Physical characterizations and theoretical computations both confirmed that such interactions came from confined-domain CEE. These researchers examined and evaluated several intriguing occurrences and experimental evidence, demonstrating that confined-domain CEE contributes to the PL in CPDs:
“1) The spatial interactions and PL performance could be tuned by tuning the steric hindrance present in the interior of the CPDs.
2) Results from the structural characterizations demonstrated the introduction of methyl groups enlarged the spacing of chains inside nanoparticles.
3) The analysis of the femtosecond transient absorption spectral profiles revealed the existence and influence of confined-domain CEE on energy levels.
4) The theoretical calculations proved the rationality of the conjectured luminescent units and the proposed PL mechanism.”
“This study is first where confined-domain CEE in CPDs has been experimentally studied. These results can potentially help understand the unique structural advantages of CPDs and precisely tune their PL properties,” researchers added.

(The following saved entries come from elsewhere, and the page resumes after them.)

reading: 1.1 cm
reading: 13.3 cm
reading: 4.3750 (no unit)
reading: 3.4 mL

Researchers noted, “CPDs exhibiting tunable RTP lifetimes can be potentially used as smart materials to develop multi-level anti-counterfeiting technology, that is a hot field of recent study.”
Scientists explained, “The results revealed that the confined-domain CEE exerted significant spatial influence on PL. The ‘addition-condensation polymerization’ strategy could be adopted to tune the properties of the CPDs. Various factors, such as the type of the monomer precursors, the ratios of the constituent monomers, and the degrees of polymerization, could be precisely tuned to modulate the properties of the CPDs.”

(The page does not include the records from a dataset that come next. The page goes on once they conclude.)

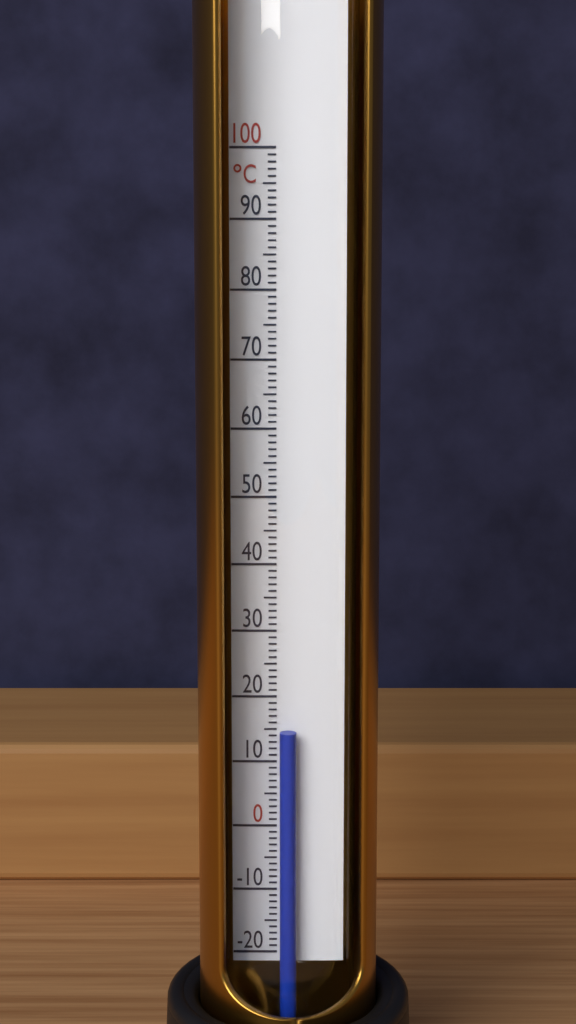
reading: 15 °C
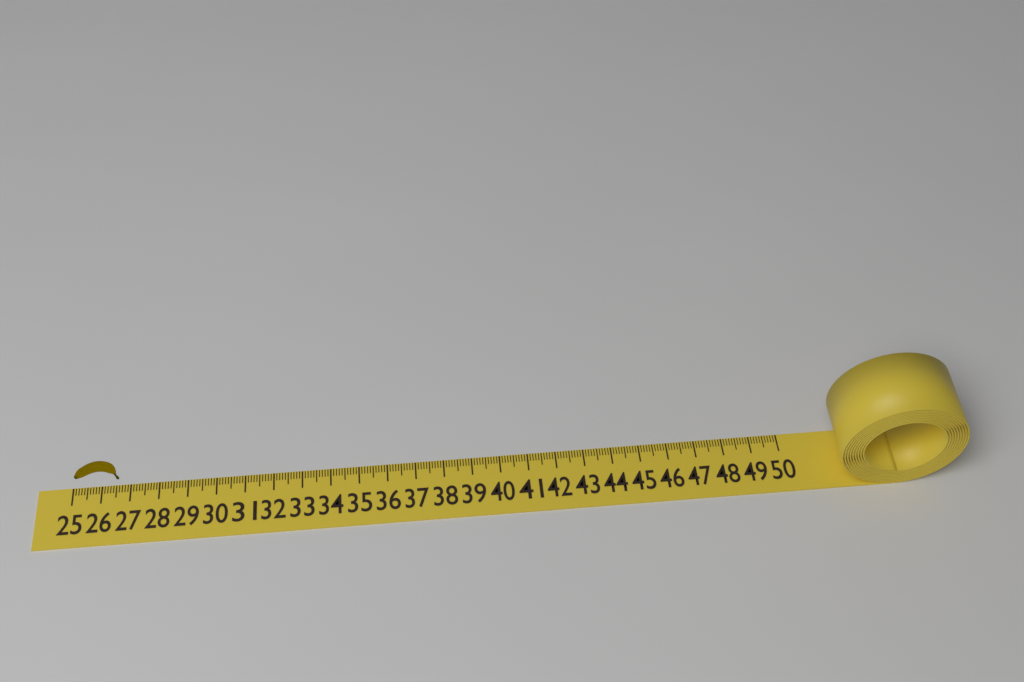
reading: 26.6 (no unit)
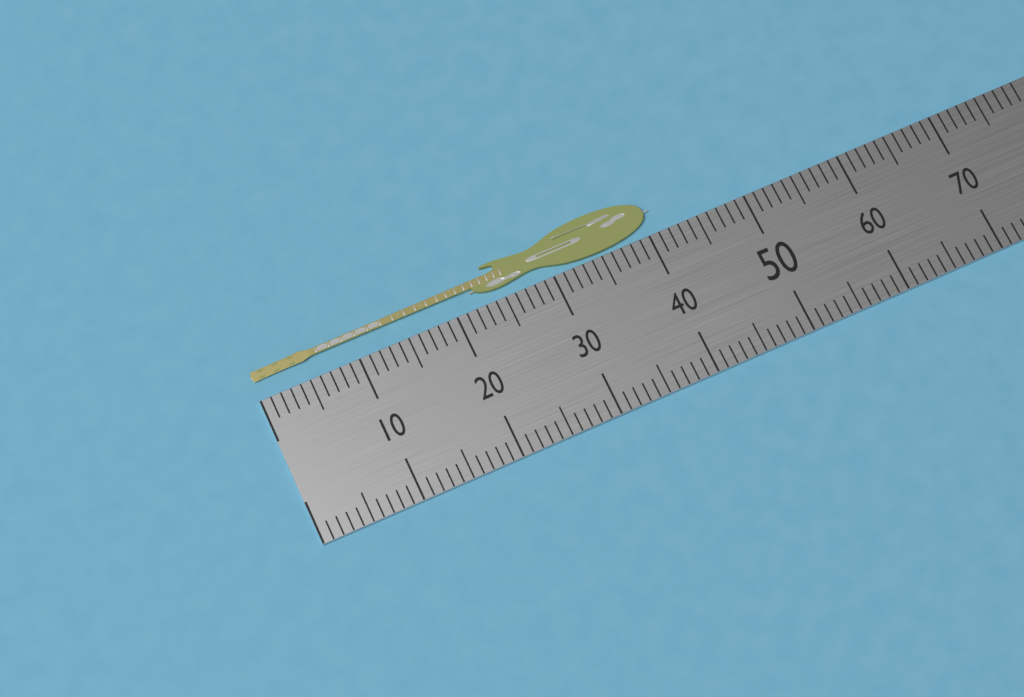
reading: 41 (no unit)
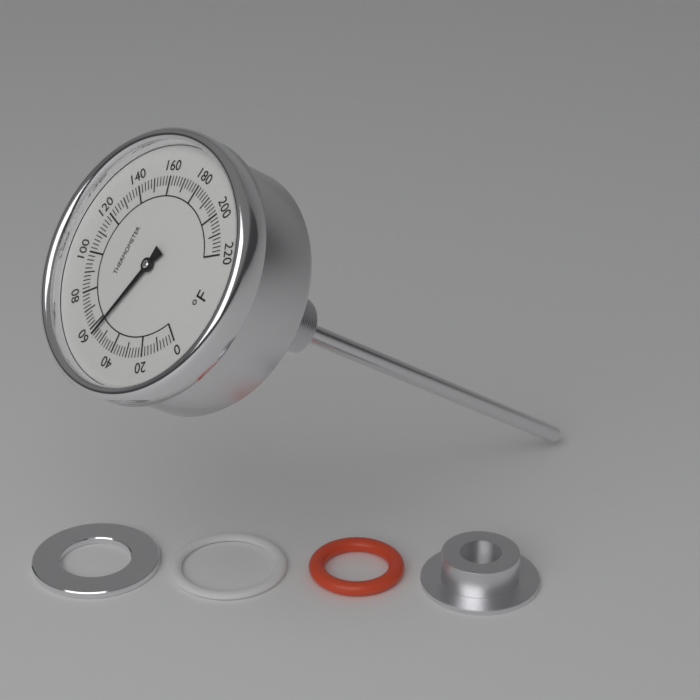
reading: 56 °F
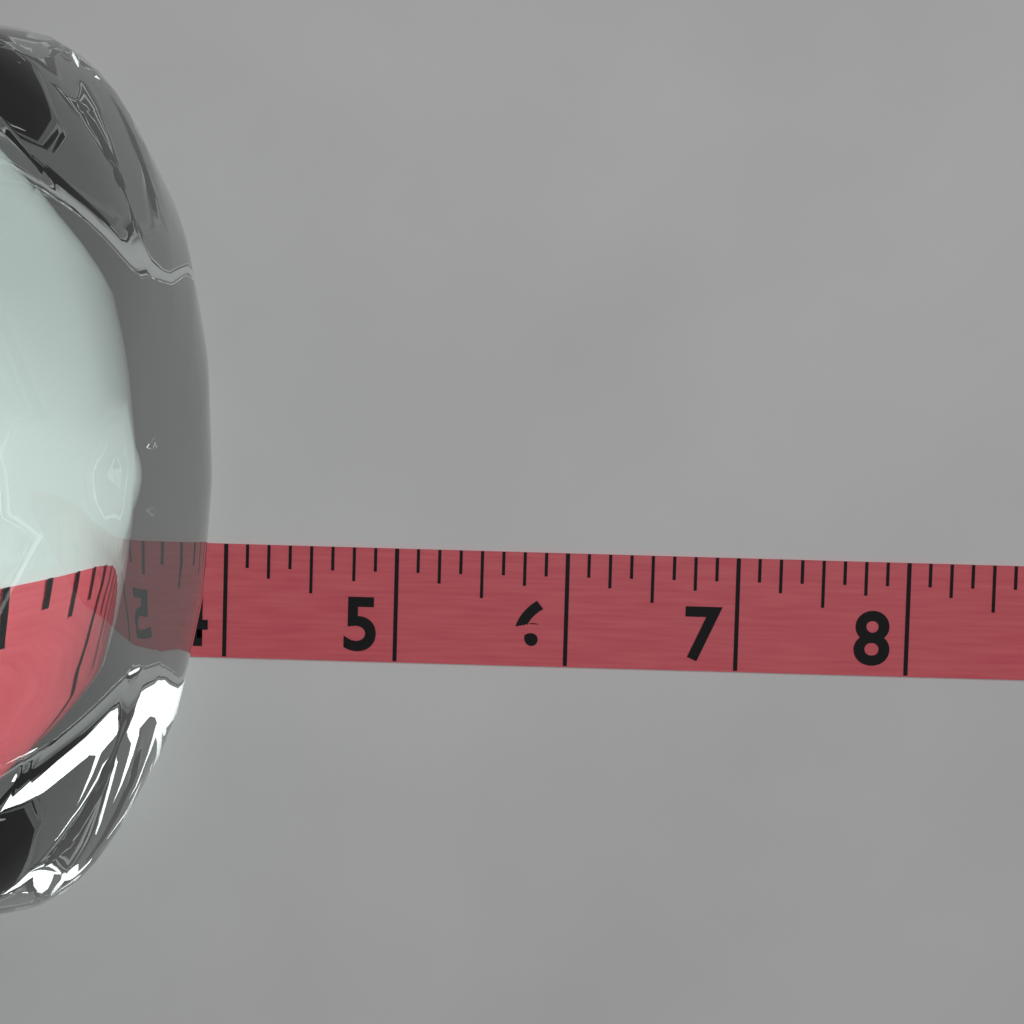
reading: 4.125 (no unit)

“Thus, the synthesis of CPDs can eliminate the simple choices of existing compounds as the current stage, and become more targeted. Our findings can potentially help understand the PL mechanism of CPDs, and inspire a novel synthetic design to obtain CPDs with tailored properties,” they concluded.
Journal Reference:
Tao, S., et al. (2022) Confined-domain crosslink-enhanced emission effect in carbonized polymer dots. Light: Science & Applications. doi.org/10.1038/s41377-022-00745-4.